Dear oh dear, the Turks do take their urban projects seriously, don’t they?
In London all sorts of giant phallic symbols are plonked smack in the middle, and no one bats an eyelid. The mayor charges admission for entering the city centre, as if it were some kind of theme park, and what do we do? We grumble and pay.
Yet propose some redevelopment of an Istanbul park, and the denizens are up in arms – and it’s not just a figure of speech.
Fire bombs, smashed shop windows, overturned cars, flares and heavy objects hurled at the police, the latter returning fire with tear gas, stun guns, water cannon – do you ever get the impression that other people are having all the fun?
Yet much as one would like to believe that the Turks are protesting against an affront to their heightened aesthetic sensibilities, it’s hard to avoid the feeling that the reshaping of Gezi Park isn’t the reason for the riots. It’s merely a pretext.
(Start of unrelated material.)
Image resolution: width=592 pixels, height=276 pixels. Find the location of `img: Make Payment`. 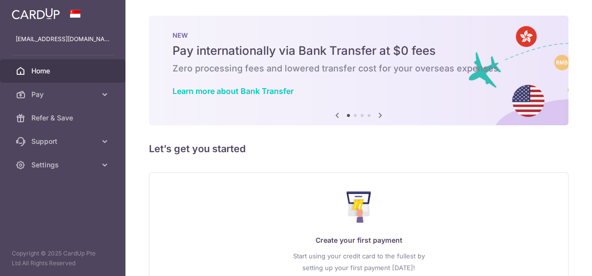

If that’s the case, then any spark could have set off the powder keg. The repertoire of the local theatre, unavailability of some vegetables and abundance of others, the cut of policemen’s clothes – you name it.
But why Gezi Park specifically? The park was originally designed during Atatürk’s lifetime and laid a few years after his death. In the process, the old artillery barracks were pulled down, and there were protests even then.
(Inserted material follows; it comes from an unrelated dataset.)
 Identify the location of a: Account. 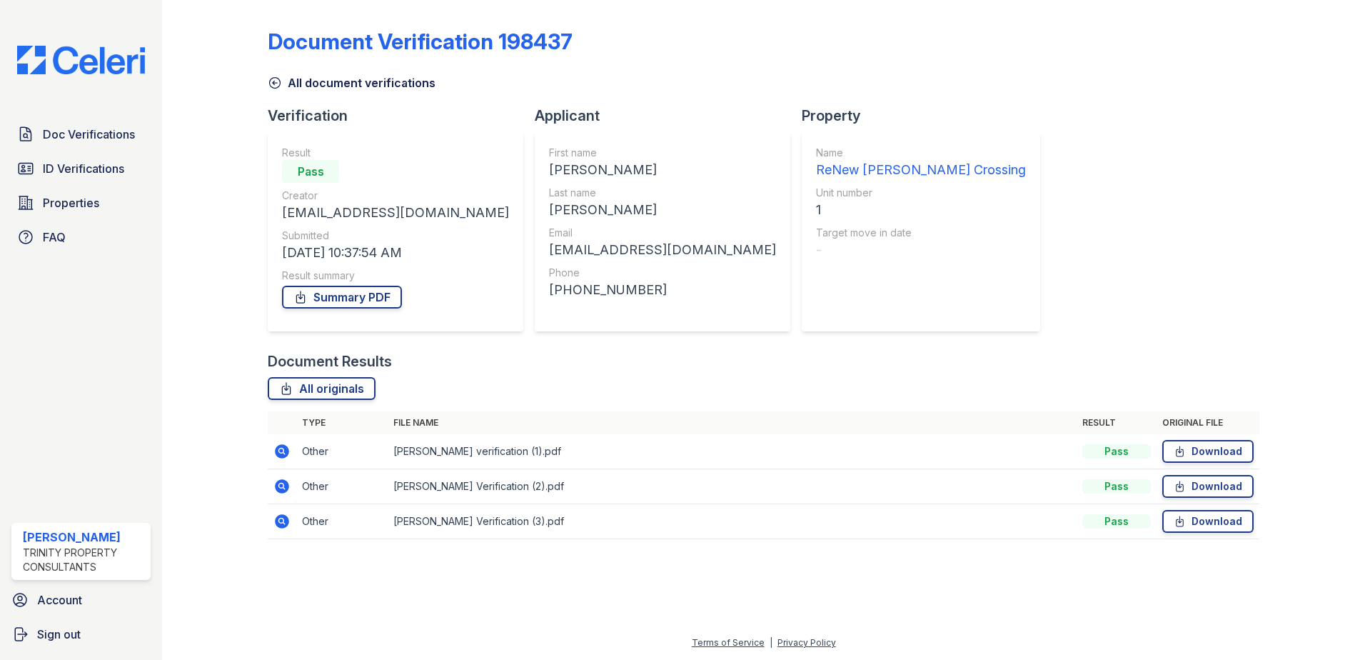
(81, 600).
To many Turks the barracks represented the glorious times when their country, flying the green flag of Islam, had threatened to dominate Europe. To Atatürk, however, the barracks symbolised every obstacle on the way to turning Turkey into a modern, quasi-Western nation.
He was a clever enough man to see that his lifelong dream was incompatible with any kind of Islamic power. He was also probably aware of the link between Christianity and all those lovely things he wanted to implant in Turkey.
But Christianity was a sore subject at the time, what with the systematic genocide of Christians in the later stages of the Ottoman empire, culminating in the massacre of 1.5 million Armenians by the Young Turks in 1915.
Atatürk therefore sought to combine the reformist zeal of Luther with the carnivorous methods of Lenin to push Islam to the margins and replace it with the modern creed of secularism. In that he largely succeeded, and Turkey eventually become a reasonably successful country by regional standards.
Now Prime Minister Erdogan is, not to cut too fine a point, seeking to prove Atatürk wrong. According to him, there’s nothing incompatible between Islam and westernisation – no contradiction between Mullahs and moola.
By re-Islamising the country, while making it rich, he wishes to set an example for the rest of the Islamic world, thereby becoming its natural leader. That is an ambitious undertaking, and there’s only one problem with it: it can’t possibly work.
The extent to which a country is modern is inversely proportionate to the amount of power wielded by Islam – to this general rule there are no exceptions. When it comes to Islam and Westernisation, it’s not ‘both… and…’. It’s ‘either… or…’.
Sooner or later the Westernisers will clash with the Islamists, and the riots in Istanbul and Ankara are the living proof.
No wonder the disturbances were triggered by urban development. This isn’t just any old redesigning of a city park. The plans call for the Sultanate’s artillery barracks to be rebuilt, and also for The Atatürk Cultural Centre in Taksim Square to be pulled down.
This shrine to the westernisation that The Father of the Turks had pushed through is to be replaced by monuments to Erdogan’s eclecticism: a mosque (Islam) and a trade centre (westernisation). No doubt he’ll get his symbols. Nor is there much doubt that he’ll fail to achieve what they’re supposed to symbolise.
Most city folk in Turkey have no difficulty with the Western part. It’s the re-Islamisation part that they find vexing, and Turks have traditionally displayed their vexation in muscular ways. Hence the riots.
Obviously not every stone thrower in Taksim Square has pondered the incompatibility between Islam and modernity in much philosophical depth. As is always the case with mob violence, many utterly objectionable elements come for the ride, and their presence gives the authorities some justification for using no-holds-barred methods of suppression.
But it’s clear that the anti-Islam sentiment is strong, at least in the major cities, and we haven’t seen the end of violence yet. The cleft is both deep and wide enough to bring about a full-blown civil war, but that’s for the future.
At present, the government will succeed in slapping a lid on the violence and letting it seethe below the surface. A defeat for the protesters, a great opportunity for us.
Just as the Romans would import some vandals to keep other vandals at bay, we could grant temporary visas to all those Turks who’ll have plenty of spare time on their hands once the riots have been put down.
They’ve shown the kind of resolve we clearly lack to fight the Islamisation of our own country. So when in England, do as the Romans did: get the mercenaries in who have plenty of the spunk we lack.
Bring on the Turks, I say. From Taksim Square and Gezi Park to Trafalgar Square and Green Park – they are the kind of immigrants we really need.